University of Washington
Geography  493
Basic Employment Search Strategies
 
 

IDENTIFYING  AND  GETTING  THE  EMPLOYMENT  YOU WANT

From Bolles, What Color Is Your Parachute?
There are 1 million vacancies a week in the U.S., and there are 4-5 million unemployed people.  But, the employer and the job seeker face the complicating realities of:


How do most of us look for a job?
How do you plan to go about looking for a job?
How do people who need an employee look for good potential employees?

Employers want reliable information about the skills, capabilities, work attributes of an employee, before hiring.  How can they obtain that?

1. Observe the employee directly
2. Rely on someone else within the organization to have observed the employee
3. Rely on a close colleague (or relative, or academic advisor), with whom the employer has repeated interaction.  This way, the employer has calibrated the way the colleague or relative assesses people, and the two have an on-going relationship to maintain.
4. Pay someone to find and assess a few good, potential employees.
5. As a last resort, look at strangers, subjecting them to interviews.
How can you be the person selected?
1. Current employment, temporary employment, or internships with the organization:  “get your foot in the door of the organization”  Another way of looking at this:  get out of an organization you don’t want to be in, and into one you do.
2. Do good work.  Show interest in the organization.
3. Get to know people, and illustrate your strong points.
4. Seek out an employment agency.
5. If you must rely on cold resumes:  target sectors, learn their ins and outs, be able to think tactically and speak intelligently, and provide the information that the potential employer needs.


Is this the way all hiring works?

So why in the world would anyone sit at home and send out vague resumes??? THE  "CREATIVE  APPROACH"

What is Bolles’s “creative approach”?

A more accurate name might be “the active approach,” because YOU:

1. Decide what you want to do:  what skills or capabilities do you have and do you enjoy developing?
2. Decide in what context you want to pursue these capabilities:  where do you want to contribute?
Occupation (the label we give to a particular package of tasks and capabilities)
Sector (what Bolles calls “field”)
Location or locations (how much travel appeals to you?)
3. Seek out organizations in sectors you want that make use, or could make use, of this occupation in locations that you want:  don’t wait for announced vacancies.  By focusing on an occupation/sector combination, you’ll gain ability to determine what organizations need (perhaps before they’ve made that decision).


▸ **EXERCISE GOAL**: Please reply with one number only: how many lines in the entries below contain the string "longus".

--- EXCERPTED RECORDS ---

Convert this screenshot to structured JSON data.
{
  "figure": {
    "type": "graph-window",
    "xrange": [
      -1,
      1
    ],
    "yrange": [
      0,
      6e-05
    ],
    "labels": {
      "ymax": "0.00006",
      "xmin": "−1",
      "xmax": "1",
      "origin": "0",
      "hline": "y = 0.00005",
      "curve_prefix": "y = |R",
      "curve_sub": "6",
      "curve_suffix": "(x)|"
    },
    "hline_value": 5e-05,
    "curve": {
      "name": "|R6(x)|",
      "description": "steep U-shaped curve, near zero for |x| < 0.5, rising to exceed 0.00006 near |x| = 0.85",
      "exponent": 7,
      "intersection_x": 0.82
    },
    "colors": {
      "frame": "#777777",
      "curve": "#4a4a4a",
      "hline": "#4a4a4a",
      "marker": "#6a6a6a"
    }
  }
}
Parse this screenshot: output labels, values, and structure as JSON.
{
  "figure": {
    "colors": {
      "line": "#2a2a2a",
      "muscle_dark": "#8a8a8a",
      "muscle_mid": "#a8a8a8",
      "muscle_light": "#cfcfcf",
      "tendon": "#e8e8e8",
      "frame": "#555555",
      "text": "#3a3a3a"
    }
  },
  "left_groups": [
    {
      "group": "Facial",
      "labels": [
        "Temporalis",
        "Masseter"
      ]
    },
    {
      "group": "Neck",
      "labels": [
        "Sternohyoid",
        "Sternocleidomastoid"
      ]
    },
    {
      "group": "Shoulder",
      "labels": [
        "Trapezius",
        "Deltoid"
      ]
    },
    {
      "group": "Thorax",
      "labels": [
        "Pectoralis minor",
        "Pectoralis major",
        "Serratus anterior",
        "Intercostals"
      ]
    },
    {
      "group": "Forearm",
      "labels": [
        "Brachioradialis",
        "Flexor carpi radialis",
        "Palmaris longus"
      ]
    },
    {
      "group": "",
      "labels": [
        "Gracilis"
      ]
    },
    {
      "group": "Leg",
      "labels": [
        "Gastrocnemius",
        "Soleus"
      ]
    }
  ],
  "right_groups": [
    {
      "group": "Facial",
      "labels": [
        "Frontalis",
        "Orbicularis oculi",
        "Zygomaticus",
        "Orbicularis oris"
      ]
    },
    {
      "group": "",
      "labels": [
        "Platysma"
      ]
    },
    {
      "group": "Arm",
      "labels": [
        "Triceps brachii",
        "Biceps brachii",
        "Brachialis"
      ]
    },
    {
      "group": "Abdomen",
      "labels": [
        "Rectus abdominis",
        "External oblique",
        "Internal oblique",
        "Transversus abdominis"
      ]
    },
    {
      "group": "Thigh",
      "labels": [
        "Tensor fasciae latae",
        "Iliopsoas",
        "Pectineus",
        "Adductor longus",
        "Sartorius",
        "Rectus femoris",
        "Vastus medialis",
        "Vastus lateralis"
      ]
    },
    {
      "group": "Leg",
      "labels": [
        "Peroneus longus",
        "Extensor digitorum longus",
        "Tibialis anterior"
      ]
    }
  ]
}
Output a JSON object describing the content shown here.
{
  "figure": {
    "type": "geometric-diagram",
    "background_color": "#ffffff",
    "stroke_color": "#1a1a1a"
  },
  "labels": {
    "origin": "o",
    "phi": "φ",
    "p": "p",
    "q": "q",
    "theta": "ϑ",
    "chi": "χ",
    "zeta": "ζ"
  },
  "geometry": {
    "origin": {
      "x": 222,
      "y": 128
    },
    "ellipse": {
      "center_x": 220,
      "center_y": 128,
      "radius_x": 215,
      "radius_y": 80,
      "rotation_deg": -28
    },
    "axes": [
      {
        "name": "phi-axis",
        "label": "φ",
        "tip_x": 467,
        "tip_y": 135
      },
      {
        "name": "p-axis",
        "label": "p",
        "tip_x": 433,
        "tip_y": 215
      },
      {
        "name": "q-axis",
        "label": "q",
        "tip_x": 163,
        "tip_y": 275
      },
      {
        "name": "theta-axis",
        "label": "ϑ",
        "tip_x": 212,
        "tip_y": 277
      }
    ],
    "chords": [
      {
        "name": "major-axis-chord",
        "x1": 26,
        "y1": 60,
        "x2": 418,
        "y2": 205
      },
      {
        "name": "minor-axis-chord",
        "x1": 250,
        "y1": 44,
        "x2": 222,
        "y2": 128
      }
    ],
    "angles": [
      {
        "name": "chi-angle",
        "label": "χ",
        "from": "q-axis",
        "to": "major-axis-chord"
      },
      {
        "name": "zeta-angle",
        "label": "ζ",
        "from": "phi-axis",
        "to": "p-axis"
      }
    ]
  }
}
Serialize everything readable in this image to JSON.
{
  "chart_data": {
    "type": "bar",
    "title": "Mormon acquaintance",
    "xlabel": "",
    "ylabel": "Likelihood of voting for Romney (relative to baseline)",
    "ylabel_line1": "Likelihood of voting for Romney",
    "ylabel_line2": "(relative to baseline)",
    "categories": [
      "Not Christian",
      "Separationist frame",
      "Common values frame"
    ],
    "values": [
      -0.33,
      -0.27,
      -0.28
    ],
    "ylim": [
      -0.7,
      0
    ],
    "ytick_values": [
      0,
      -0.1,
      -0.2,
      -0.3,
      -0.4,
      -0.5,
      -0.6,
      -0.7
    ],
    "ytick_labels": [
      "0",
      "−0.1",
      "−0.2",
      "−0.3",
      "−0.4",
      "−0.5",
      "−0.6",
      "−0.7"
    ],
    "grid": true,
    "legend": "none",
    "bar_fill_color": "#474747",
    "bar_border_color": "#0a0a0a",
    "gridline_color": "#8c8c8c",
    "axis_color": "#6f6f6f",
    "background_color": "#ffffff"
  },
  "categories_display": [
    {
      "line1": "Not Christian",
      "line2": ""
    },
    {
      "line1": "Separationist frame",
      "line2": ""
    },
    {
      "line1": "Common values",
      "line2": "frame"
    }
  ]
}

---
--- EXCERPTED RECORDS ---

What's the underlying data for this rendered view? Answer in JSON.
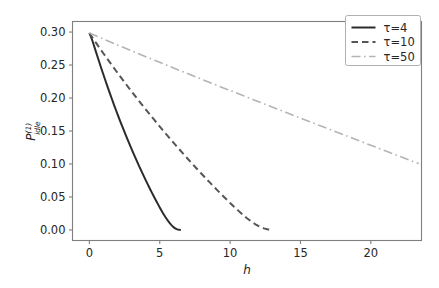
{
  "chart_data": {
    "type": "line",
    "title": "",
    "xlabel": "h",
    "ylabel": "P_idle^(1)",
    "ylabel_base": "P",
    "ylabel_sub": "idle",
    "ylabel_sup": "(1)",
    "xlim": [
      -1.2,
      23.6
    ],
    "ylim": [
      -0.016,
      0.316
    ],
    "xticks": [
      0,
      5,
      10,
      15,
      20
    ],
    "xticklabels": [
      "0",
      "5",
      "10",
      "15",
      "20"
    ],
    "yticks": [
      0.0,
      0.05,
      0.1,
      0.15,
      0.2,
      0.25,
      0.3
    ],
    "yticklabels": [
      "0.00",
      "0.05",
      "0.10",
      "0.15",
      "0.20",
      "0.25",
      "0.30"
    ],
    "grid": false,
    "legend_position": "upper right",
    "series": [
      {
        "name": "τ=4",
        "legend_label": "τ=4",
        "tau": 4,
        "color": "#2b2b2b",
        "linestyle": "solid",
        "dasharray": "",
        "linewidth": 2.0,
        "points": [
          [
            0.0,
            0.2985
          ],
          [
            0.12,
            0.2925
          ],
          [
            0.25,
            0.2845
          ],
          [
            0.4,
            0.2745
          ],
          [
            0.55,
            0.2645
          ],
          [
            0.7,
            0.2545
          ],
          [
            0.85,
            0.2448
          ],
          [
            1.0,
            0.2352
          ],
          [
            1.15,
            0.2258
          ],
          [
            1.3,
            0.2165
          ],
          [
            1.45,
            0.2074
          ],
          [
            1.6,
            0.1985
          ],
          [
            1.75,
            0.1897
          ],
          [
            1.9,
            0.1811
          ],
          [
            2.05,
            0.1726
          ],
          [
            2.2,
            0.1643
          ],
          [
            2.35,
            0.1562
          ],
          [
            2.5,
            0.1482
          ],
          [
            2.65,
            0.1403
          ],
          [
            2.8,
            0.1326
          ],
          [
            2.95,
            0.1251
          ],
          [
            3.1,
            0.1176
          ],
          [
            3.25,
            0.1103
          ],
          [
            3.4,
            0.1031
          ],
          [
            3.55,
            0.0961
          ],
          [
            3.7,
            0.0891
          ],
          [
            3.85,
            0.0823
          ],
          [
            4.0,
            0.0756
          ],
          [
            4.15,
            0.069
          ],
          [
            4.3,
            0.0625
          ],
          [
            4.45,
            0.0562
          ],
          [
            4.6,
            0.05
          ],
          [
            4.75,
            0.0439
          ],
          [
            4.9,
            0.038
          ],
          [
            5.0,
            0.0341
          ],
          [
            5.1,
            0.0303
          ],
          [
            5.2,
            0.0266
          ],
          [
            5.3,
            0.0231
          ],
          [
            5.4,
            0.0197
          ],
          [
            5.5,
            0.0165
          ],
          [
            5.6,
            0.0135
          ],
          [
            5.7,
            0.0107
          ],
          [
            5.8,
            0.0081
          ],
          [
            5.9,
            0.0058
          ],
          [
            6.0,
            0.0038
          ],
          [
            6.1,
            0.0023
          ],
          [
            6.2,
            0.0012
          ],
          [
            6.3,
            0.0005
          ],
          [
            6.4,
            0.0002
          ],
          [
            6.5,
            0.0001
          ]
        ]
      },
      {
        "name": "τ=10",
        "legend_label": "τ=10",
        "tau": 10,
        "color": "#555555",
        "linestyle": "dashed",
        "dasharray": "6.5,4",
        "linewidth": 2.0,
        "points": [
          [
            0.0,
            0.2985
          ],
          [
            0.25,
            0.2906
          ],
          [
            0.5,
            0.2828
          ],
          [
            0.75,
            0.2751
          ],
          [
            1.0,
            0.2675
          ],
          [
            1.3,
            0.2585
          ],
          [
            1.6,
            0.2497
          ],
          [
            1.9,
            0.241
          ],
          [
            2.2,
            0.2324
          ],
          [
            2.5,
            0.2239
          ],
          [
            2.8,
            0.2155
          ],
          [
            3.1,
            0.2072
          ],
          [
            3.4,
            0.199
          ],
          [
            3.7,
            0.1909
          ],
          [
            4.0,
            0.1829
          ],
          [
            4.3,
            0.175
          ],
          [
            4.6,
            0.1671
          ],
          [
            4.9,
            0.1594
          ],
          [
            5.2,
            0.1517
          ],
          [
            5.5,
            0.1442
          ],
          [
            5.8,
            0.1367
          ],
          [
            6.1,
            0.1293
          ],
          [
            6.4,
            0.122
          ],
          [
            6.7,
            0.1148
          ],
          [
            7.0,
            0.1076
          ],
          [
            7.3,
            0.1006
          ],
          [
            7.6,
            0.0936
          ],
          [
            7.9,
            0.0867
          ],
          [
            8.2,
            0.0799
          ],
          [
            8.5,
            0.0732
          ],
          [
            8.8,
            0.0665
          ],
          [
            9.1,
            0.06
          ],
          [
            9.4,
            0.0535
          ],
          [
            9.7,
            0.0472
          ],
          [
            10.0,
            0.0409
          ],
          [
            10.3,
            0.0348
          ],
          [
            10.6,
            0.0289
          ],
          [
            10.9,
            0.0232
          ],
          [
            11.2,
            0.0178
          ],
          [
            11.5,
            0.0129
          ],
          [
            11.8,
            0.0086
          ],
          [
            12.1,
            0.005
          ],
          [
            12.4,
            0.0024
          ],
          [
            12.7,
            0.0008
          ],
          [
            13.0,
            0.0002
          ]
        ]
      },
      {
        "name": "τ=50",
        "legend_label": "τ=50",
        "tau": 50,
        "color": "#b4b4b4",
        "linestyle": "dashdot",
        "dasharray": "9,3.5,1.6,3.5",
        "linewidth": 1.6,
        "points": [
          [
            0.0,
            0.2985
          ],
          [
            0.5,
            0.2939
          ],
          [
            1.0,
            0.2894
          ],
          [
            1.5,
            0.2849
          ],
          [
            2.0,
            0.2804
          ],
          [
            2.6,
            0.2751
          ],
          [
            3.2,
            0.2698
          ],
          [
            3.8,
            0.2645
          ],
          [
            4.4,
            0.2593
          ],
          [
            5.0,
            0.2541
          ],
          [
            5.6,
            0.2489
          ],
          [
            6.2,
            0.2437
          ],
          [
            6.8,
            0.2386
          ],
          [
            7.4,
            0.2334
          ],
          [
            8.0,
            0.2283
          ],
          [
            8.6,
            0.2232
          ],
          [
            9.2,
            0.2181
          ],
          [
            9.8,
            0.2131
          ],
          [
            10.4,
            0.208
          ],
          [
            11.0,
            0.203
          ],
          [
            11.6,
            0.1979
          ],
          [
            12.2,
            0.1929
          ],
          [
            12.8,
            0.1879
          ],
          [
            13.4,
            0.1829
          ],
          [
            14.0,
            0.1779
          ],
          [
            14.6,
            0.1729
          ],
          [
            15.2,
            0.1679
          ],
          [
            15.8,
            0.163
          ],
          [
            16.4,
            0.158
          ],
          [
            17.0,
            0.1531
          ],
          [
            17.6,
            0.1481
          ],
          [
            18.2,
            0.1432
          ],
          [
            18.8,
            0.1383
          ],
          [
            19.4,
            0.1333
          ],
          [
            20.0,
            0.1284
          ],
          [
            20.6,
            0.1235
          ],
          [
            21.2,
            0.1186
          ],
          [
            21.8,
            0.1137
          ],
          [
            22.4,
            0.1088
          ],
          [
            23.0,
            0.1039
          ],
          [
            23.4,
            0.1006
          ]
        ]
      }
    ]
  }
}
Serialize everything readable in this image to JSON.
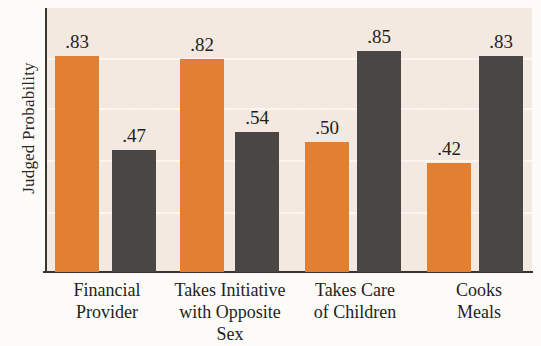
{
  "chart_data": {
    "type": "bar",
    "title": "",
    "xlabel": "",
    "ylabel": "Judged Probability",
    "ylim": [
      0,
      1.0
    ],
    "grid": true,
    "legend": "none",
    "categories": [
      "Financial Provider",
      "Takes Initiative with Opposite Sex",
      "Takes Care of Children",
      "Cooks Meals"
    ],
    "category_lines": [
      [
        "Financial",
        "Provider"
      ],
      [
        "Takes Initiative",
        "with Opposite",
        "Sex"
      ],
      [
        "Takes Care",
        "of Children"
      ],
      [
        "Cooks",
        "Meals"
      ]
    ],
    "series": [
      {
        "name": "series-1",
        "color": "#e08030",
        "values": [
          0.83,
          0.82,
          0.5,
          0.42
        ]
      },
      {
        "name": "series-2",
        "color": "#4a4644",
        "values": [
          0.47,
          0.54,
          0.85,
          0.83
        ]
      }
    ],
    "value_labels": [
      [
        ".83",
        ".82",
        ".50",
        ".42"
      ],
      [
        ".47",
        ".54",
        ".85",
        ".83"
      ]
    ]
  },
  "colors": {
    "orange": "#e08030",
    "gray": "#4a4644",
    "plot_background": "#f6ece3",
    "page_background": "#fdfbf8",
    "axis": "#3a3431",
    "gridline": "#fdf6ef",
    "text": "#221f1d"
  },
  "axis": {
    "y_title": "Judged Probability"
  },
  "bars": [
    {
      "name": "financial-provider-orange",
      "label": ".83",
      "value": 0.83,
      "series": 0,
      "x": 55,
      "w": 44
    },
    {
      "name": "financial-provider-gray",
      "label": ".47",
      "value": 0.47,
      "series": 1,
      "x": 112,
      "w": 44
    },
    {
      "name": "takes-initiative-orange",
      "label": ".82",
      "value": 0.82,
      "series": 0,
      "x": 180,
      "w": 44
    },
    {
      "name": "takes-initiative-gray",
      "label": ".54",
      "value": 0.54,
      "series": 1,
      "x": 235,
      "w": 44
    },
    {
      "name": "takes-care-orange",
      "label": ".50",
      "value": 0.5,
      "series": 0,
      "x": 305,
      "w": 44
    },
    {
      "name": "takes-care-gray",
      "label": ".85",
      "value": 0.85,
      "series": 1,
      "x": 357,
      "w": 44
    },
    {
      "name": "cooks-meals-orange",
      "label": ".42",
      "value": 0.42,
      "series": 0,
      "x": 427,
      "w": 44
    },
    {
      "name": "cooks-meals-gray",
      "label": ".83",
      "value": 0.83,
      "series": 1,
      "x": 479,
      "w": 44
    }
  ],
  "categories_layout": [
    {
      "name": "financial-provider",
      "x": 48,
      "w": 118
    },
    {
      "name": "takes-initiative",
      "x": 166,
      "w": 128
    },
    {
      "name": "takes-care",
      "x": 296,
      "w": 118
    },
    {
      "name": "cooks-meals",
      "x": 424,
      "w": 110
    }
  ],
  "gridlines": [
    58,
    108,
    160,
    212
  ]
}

---

▸ **RESPONSE AREA**: 4